In the Great Britain of the 19th century, theft was a hanging offense, as was most everything else. Whether that sort of attitude was reflected in the US in the 18th century is debatable.
I dunno, in the 1800s they hung a lot of people in the US for cattle rustling. Though I can’t think of other cases of theft met with such severe punishment. Though, they used to have longer prison sentences for theft.
Simply put, the presence of a gun in the home significantly INCREASES the likelihoods of both robbery, and domestic violence. There is no available evidence to suggest that the presence of a gun mitigates of any of these things. Adamant gun rights activists will insist that’s because there’s no data, because obviously the the things didn’t happen, therefore there is no data. But that’s nonsense; I could say that the absence of my farts have saved just as many lives, and you couldn’t un-prove the negative.

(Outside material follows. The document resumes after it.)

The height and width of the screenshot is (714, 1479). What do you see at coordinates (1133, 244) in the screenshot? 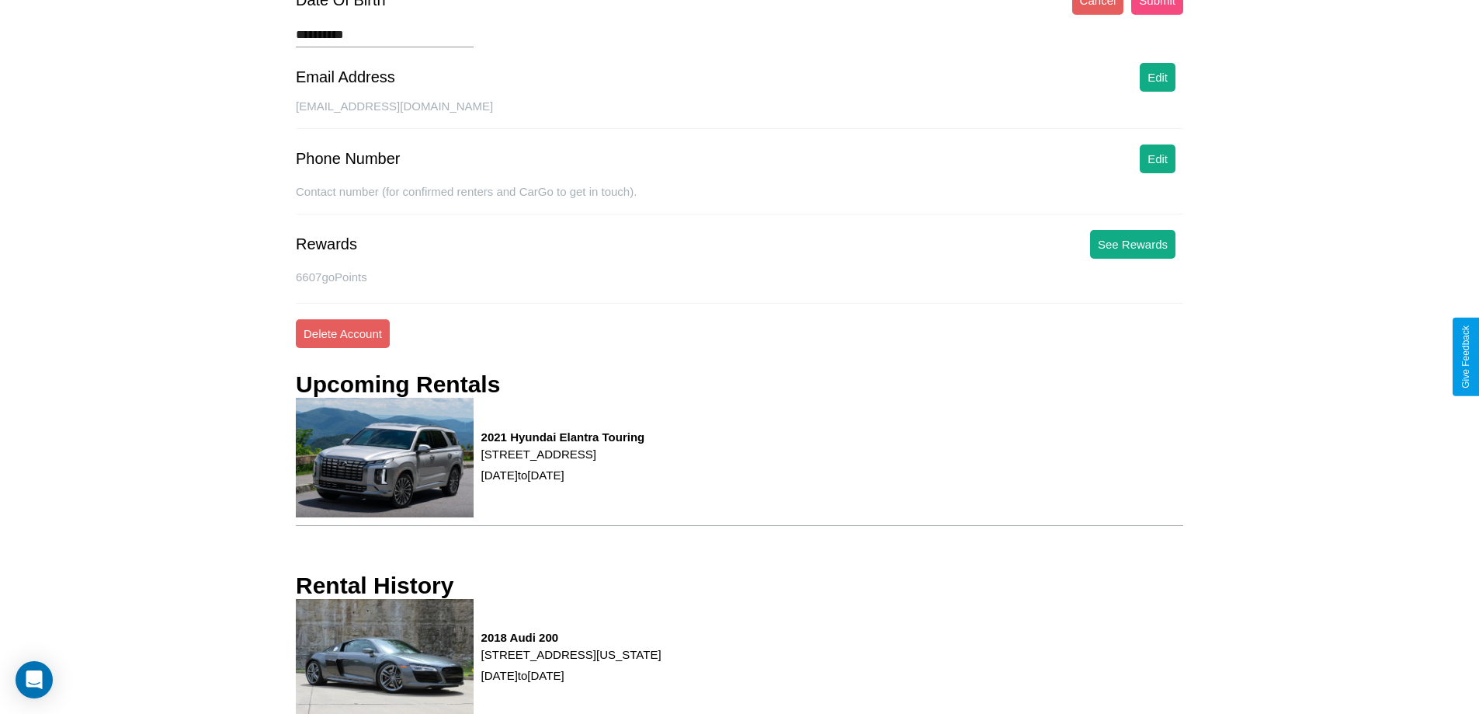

There are also far more demonstrable positive values to stair ownership and ladder ownership. Look at the data comparing frequency of use to injuries.
It is demonstrably false to say that malicious use of firearms is a criminal issue. Most gun deaths are suicides. Most other shootings involve people who know each other. Random gun crime is truly random and mostly statistically irrelevant.

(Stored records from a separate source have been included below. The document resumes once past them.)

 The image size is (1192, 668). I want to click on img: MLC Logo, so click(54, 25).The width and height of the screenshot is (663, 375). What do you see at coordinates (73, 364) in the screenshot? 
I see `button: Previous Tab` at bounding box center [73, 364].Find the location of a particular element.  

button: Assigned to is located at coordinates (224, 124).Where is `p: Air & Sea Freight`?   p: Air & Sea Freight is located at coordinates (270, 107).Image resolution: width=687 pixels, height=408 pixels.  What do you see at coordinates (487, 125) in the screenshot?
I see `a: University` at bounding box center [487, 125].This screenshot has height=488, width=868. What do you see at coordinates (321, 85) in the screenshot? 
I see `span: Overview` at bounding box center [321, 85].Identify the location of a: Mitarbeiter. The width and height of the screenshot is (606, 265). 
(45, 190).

It’s not hard if you understand dependent and independent clauses. Pick your source using Google. I could explain it, but you probably wouldn’t take my word for it.
I’ll give you a gun will increase the chance of it being later used in domestic abuse. Domestic abuse is the 2nd largest vector for murders, the first being involved in illicit activities (at least if you look at the break down of large cities who parse their homicide data that way.)
I don’t see how gun ownership could increase the likelihood of robbery. Unless there is a correlation with the neighborhoods where you feel like you need a gun are more likely to be the ones where you will get robbed.
Neither will owning a gun make it less likely you are robbed - it just gives you an option to defend yourself if you’re there. Where you live is the main indicator of the likelihood of robbery.
I guess that depends on how we define use. But they are also way more prevalent dangers that no one bats an eye at. No parent has ever said, “You can’t go to Timmy’s house, his parents own ladders/stairs.”
I don’t consider suicides malicious use. Malice is intent to do evil. People who commit suicide aren’t evil, they are committing self harm. People murdering others is malicious use. You’re right, most murder victims do know their murderer, and random crimes are much rarer.
You’re right, most gun deaths are suicides, and that is a different cause and set of risks than crime or accidents.
I’ll give you a real-world example, that doesn’t necessarily translate to statistics:
My friend had a small handgun that was ostensibly for home defense. He kept it on the top of an armoire in a shoe box. Not very secure, except through obscurity.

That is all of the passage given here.